If any of you lacks wisdom, he should ask God, who gives generously to all without finding fault, and it will be given to him. -James 1:5
For someone looking for answers, to be told that it was there if I only asked? Oh, Beloved, I wasn’t used to getting what I asked for. But God never failed me. When I asked, He answered.
I could sit here and pull out verses all day long. Then Ten Commandments directed my behavior; how I should treat God and others. The Beatitudes in Matthew were the Be-Attitudes… the attitudes you should have in life. The fruit of the spirit that demonstrate themselves in the life of a believer. 1 Corinthians 13, that talks about Love, and how we should behave if we want to be loving. The rest of the Sermon on the Mount, where Jesus took the Ten Commandments and illustrated not just the letter of the law defined in them, but explained how to comprehend and live out the spirit of them, too. And then there were the verses that comforted me, that told me who I was in the eyes of God… Isaiah 43, that called me precious, and beloved. Zephaniah 3:17, that told me God sings in joy for me, and watches over me. The 23rd Psalm, where God is my shepherd, and Luke 11, where I am the sheep he seeks out and celebrates with a party.
Beloved, that book told me about a God who had loved since before I was born, who had been watching over me and protecting me even while I was in harm’s way, who had a plan for my life and had been unfolding it for me all along. I found a God who put off immortality, omniscience, omnipotence, omnipresence, and even innocence when he took on sin on the cross, in order to put on humanity that He might understand what it meant to be human, and then to win us back to Himself. I saw humility exemplified… for love of one that had been so broken by abuse that she believed she was unlovable. In that book, in God, Beloved, I found the healing I needed.
My middle ground, the path I follow that I call healthy, is the one in that book, the one that God walked for us when he put on humanity. I don’t follow it perfectly; as long as I draw breath on this earth, I will make mistakes and be imperfect. But my goal is to be like Christ, to see people through His eyes, to love them with His heart, to give as freely and generously as He gave, and to leave this world and the people I meet better than they were when I found them.
Let’s go back to that cancer patient, facing a terminal diagnosis. They’ve been told they don’t have long to live, and there’s almost nothing that can be done. They find a medicine that is in the early stages of trials, and they try it. It works. Beyond all expectations, this medicine does what nothing else could have done. It shouldn’t have worked, but it does, and they go into complete remission. There is no sign of the cancer anywhere. Sure, there’s still scars where it was and where other treatments failed, and they remember having it… but the cancer is gone.
How do you think that patient is going to feel? Depressed? Or maybe they’ll be happy at the news that they get to live with their family longer, that death isn’t coming for them tomorrow, like they expected? Do you think they might get excited by life again? Do you think all the depression that came with facing the end of their life might begin to fade when they’re given it back?
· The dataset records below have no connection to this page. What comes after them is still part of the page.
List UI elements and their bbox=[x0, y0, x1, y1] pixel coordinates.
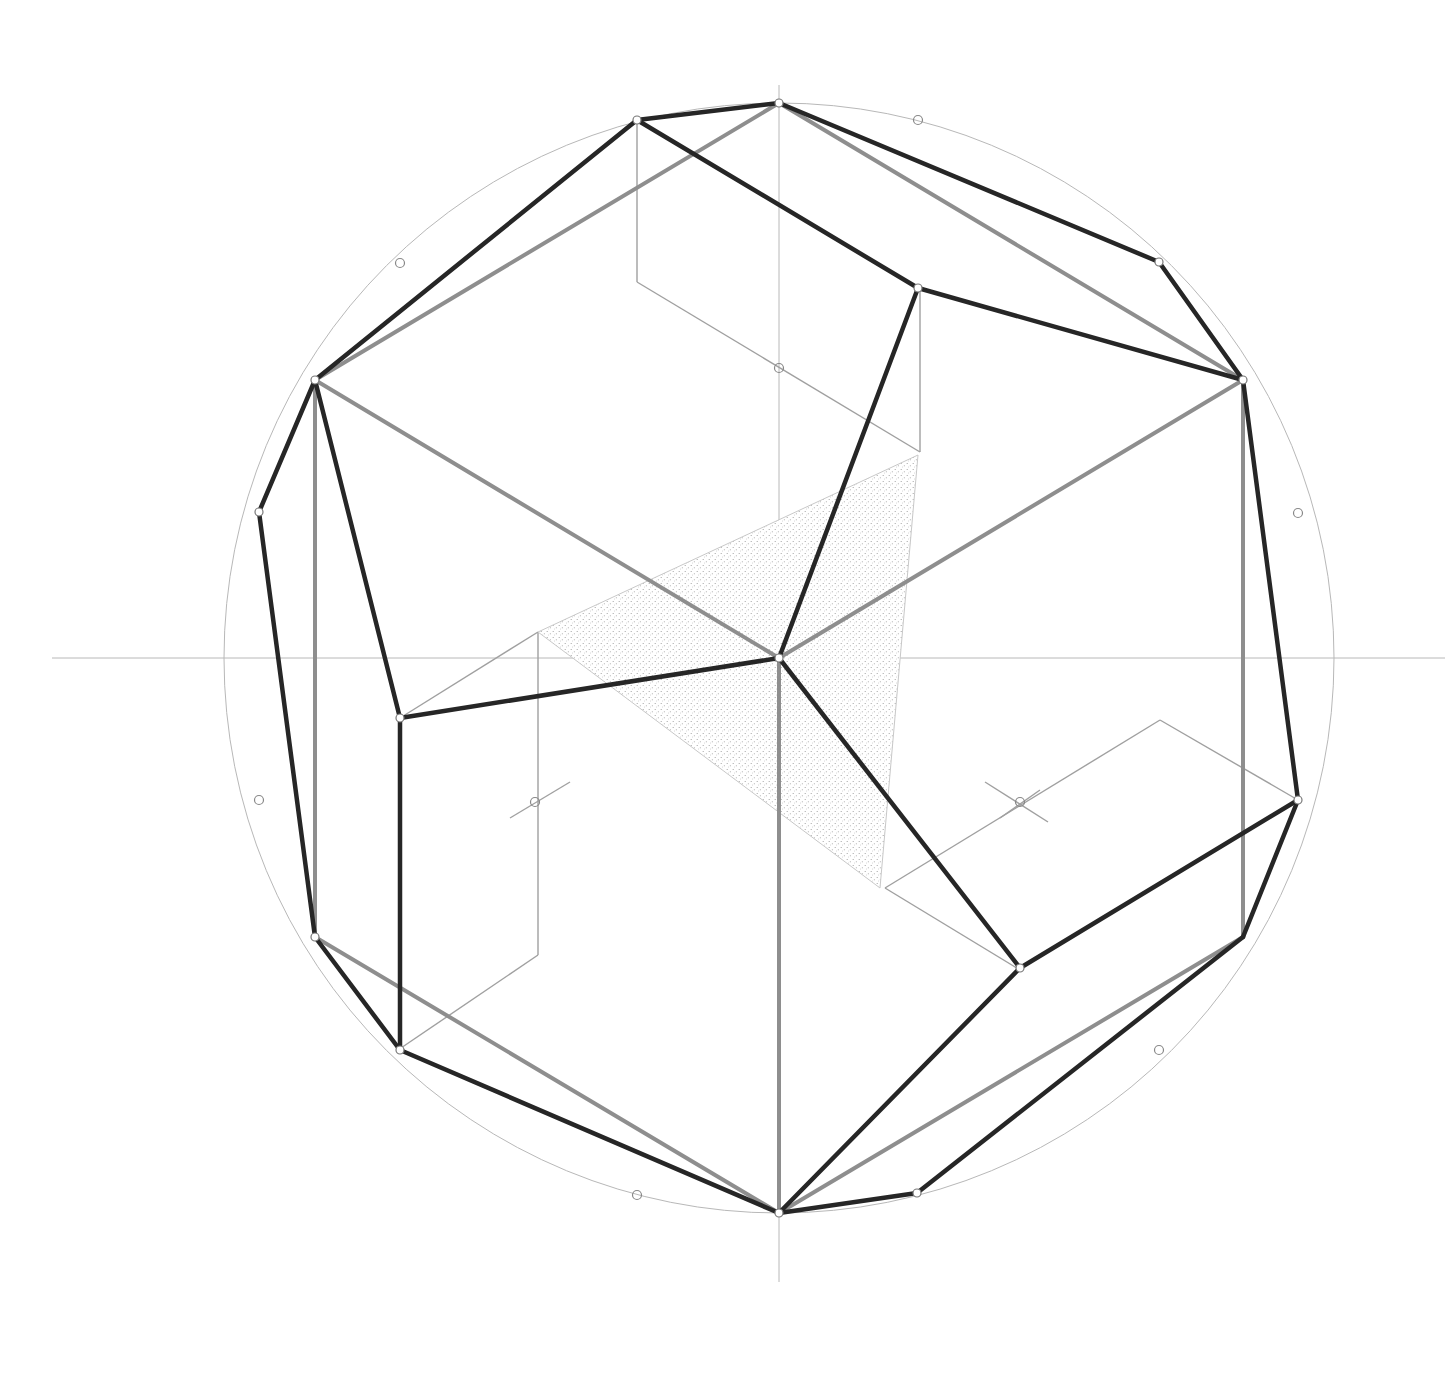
vertex-marker bbox=[255, 508, 263, 516]
circle-division-marker bbox=[396, 259, 405, 268]
hidden-edge bbox=[779, 103, 1243, 380]
vertex-marker bbox=[913, 1189, 921, 1197]
construction-line bbox=[1160, 720, 1298, 800]
visible-edge bbox=[315, 120, 637, 380]
vertex-marker bbox=[311, 376, 319, 384]
circle-division-marker bbox=[1294, 509, 1303, 518]
vertex-marker bbox=[914, 284, 922, 292]
visible-edge bbox=[1243, 380, 1298, 800]
construction-line bbox=[885, 720, 1160, 888]
vertex-marker bbox=[396, 714, 404, 722]
stippled-triangle bbox=[538, 455, 918, 888]
circle-division-marker bbox=[255, 796, 264, 805]
vertex-marker bbox=[633, 116, 641, 124]
vertex-marker bbox=[775, 99, 783, 107]
hidden-edge bbox=[315, 103, 779, 380]
circle-division-marker bbox=[1155, 1046, 1164, 1055]
hidden-edge bbox=[315, 937, 779, 1213]
visible-edge bbox=[315, 380, 400, 718]
visible-edge bbox=[918, 288, 1243, 380]
vertex-marker bbox=[396, 1046, 404, 1054]
visible-edge bbox=[1020, 800, 1298, 968]
vertex-marker bbox=[1155, 258, 1163, 266]
visible-edge bbox=[259, 380, 315, 512]
visible-edge bbox=[400, 1050, 779, 1213]
vertex-marker bbox=[311, 933, 319, 941]
visible-edge bbox=[917, 937, 1243, 1193]
dodecahedron-construction-diagram bbox=[0, 0, 1448, 1379]
construction-line bbox=[398, 955, 538, 1050]
vertex-marker bbox=[1239, 376, 1247, 384]
construction-line bbox=[510, 782, 570, 818]
vertex-marker bbox=[1294, 796, 1302, 804]
hidden-edge bbox=[315, 380, 779, 658]
shaded-triangle bbox=[538, 455, 918, 888]
vertex-marker bbox=[775, 654, 783, 662]
vertex-marker bbox=[775, 1209, 783, 1217]
visible-edge bbox=[315, 937, 400, 1050]
construction-line bbox=[885, 888, 1020, 970]
construction-line bbox=[985, 782, 1048, 822]
vertex-marker bbox=[1016, 964, 1024, 972]
visible-edge bbox=[1159, 262, 1243, 380]
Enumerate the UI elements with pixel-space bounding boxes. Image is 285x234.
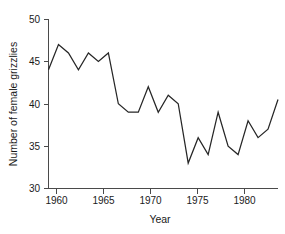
y-tick-label-35: 35 bbox=[29, 141, 41, 152]
x-axis-title: Year bbox=[149, 213, 171, 225]
y-tick-label-30: 30 bbox=[29, 183, 41, 194]
x-tick-label-1975: 1975 bbox=[186, 195, 209, 206]
y-tick-label-40: 40 bbox=[29, 99, 41, 110]
grizzly-count-line bbox=[49, 44, 279, 163]
y-tick-label-45: 45 bbox=[29, 56, 41, 67]
y-tick-labels: 50 45 40 35 30 bbox=[29, 14, 41, 194]
y-axis-title: Number of female grizzlies bbox=[7, 42, 19, 166]
x-tick-marks bbox=[57, 189, 245, 194]
y-tick-label-50: 50 bbox=[29, 14, 41, 25]
grizzly-population-line-chart: 50 45 40 35 30 1960 1965 1970 1975 1980 … bbox=[0, 0, 285, 234]
x-tick-label-1980: 1980 bbox=[233, 195, 256, 206]
x-tick-label-1960: 1960 bbox=[45, 195, 68, 206]
chart-figure: 50 45 40 35 30 1960 1965 1970 1975 1980 … bbox=[0, 0, 285, 234]
x-tick-label-1965: 1965 bbox=[92, 195, 115, 206]
y-tick-marks bbox=[44, 20, 49, 189]
x-tick-labels: 1960 1965 1970 1975 1980 bbox=[45, 195, 256, 206]
x-tick-label-1970: 1970 bbox=[139, 195, 162, 206]
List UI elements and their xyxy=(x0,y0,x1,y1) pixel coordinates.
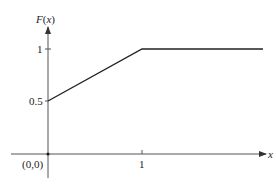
y-tick-label-0.5: 0.5 xyxy=(29,95,43,107)
x-axis-label: x xyxy=(267,148,273,160)
x-tick-label-1: 1 xyxy=(139,158,145,170)
y-axis-label: F(x) xyxy=(35,13,55,26)
cdf-chart: F(x) x 1 0.5 1 (0,0) xyxy=(0,0,276,185)
cdf-curve xyxy=(48,49,263,101)
origin-point xyxy=(46,152,49,155)
origin-label: (0,0) xyxy=(22,158,43,171)
y-tick-label-1: 1 xyxy=(37,43,43,55)
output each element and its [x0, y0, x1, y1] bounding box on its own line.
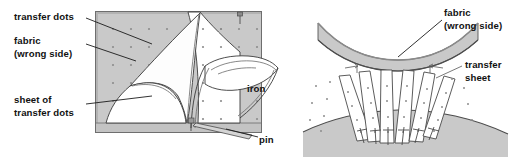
illustration-figure: transfer dots fabric (wrong side) sheet … [0, 0, 519, 157]
pin-bottom-head [189, 118, 195, 123]
right-panel [303, 20, 508, 157]
label-fabric-right-line1: fabric [444, 7, 471, 18]
label-fabric-line1: fabric [14, 35, 41, 46]
label-iron: iron [247, 83, 266, 94]
label-pin: pin [259, 134, 274, 145]
label-sheet-line2: transfer dots [14, 107, 74, 118]
leader-fabric-wrong-side-right [398, 20, 442, 57]
diagram-canvas: transfer dots fabric (wrong side) sheet … [0, 0, 519, 157]
left-panel [86, 11, 278, 139]
label-transfer-sheet-line2: sheet [465, 72, 491, 83]
pin-top-head [238, 12, 243, 16]
label-sheet-line1: sheet of [14, 94, 52, 105]
transfer-sheet-strips [339, 70, 455, 143]
label-transfer-dots: transfer dots [14, 11, 74, 22]
label-transfer-sheet-line1: transfer [465, 59, 502, 70]
label-fabric-right-line2: (wrong side) [444, 20, 502, 31]
spread-arrow-left [345, 64, 358, 68]
transfer-strip [380, 70, 394, 143]
label-fabric-line2: (wrong side) [14, 48, 72, 59]
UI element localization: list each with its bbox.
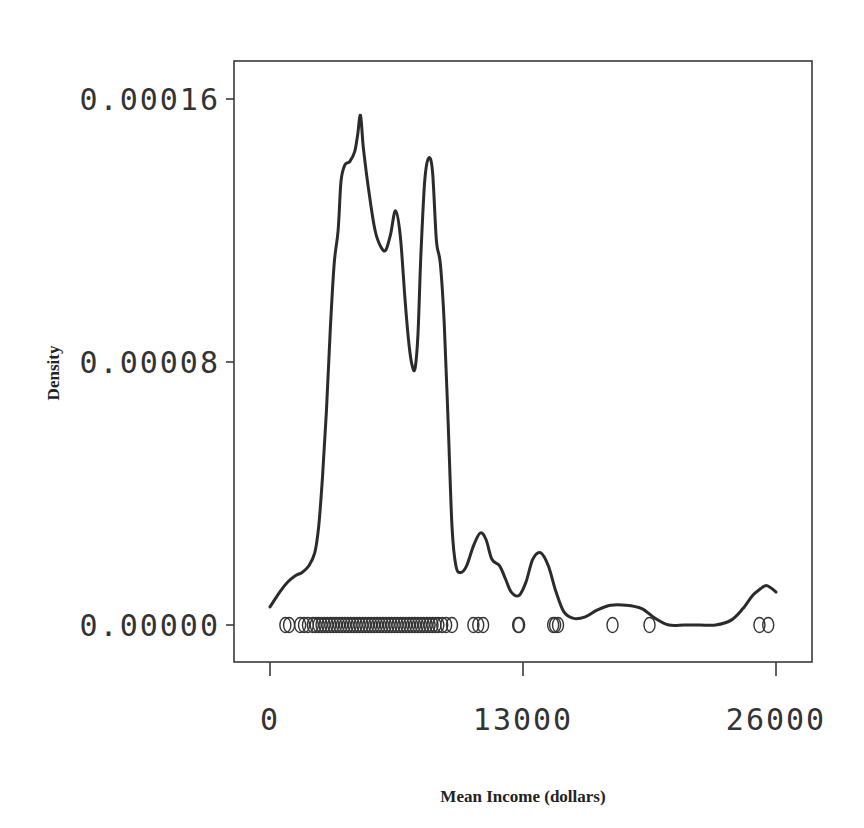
x-axis: 01300026000 [260, 662, 826, 737]
y-tick-label: 0.00008 [80, 345, 220, 380]
rug-point [607, 618, 618, 633]
x-axis-title: Mean Income (dollars) [440, 787, 605, 806]
plot-frame [234, 61, 812, 662]
density-curve [270, 115, 776, 625]
x-tick-label: 0 [260, 702, 280, 737]
y-axis: 0.000000.000080.00016 [80, 82, 234, 643]
y-tick-label: 0.00016 [80, 82, 220, 117]
rug-point [644, 618, 655, 633]
density-chart: 0.000000.000080.00016 01300026000 Mean I… [0, 0, 864, 828]
y-axis-title: Density [44, 345, 63, 400]
y-tick-label: 0.00000 [80, 608, 220, 643]
x-tick-label: 26000 [726, 702, 826, 737]
x-tick-label: 13000 [473, 702, 573, 737]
Beloved, that’s how I feel. I faced a constellation of problems thanks to the abuse I survived. No one expected normal from that outcome. But like the cancer patient who wouldn’t give up, who tried something radical, I found healing instead of death. I found strength instead of weakness. I was given normal back, Beloved, I was given my life back. Why wouldn’t that make me a happy, positive, joyful person? I’m partying with the Shepherd, and I’ve decided I’m not going to let anyone rain on that. After all, it’s my party… I’ll celebrate if I want to!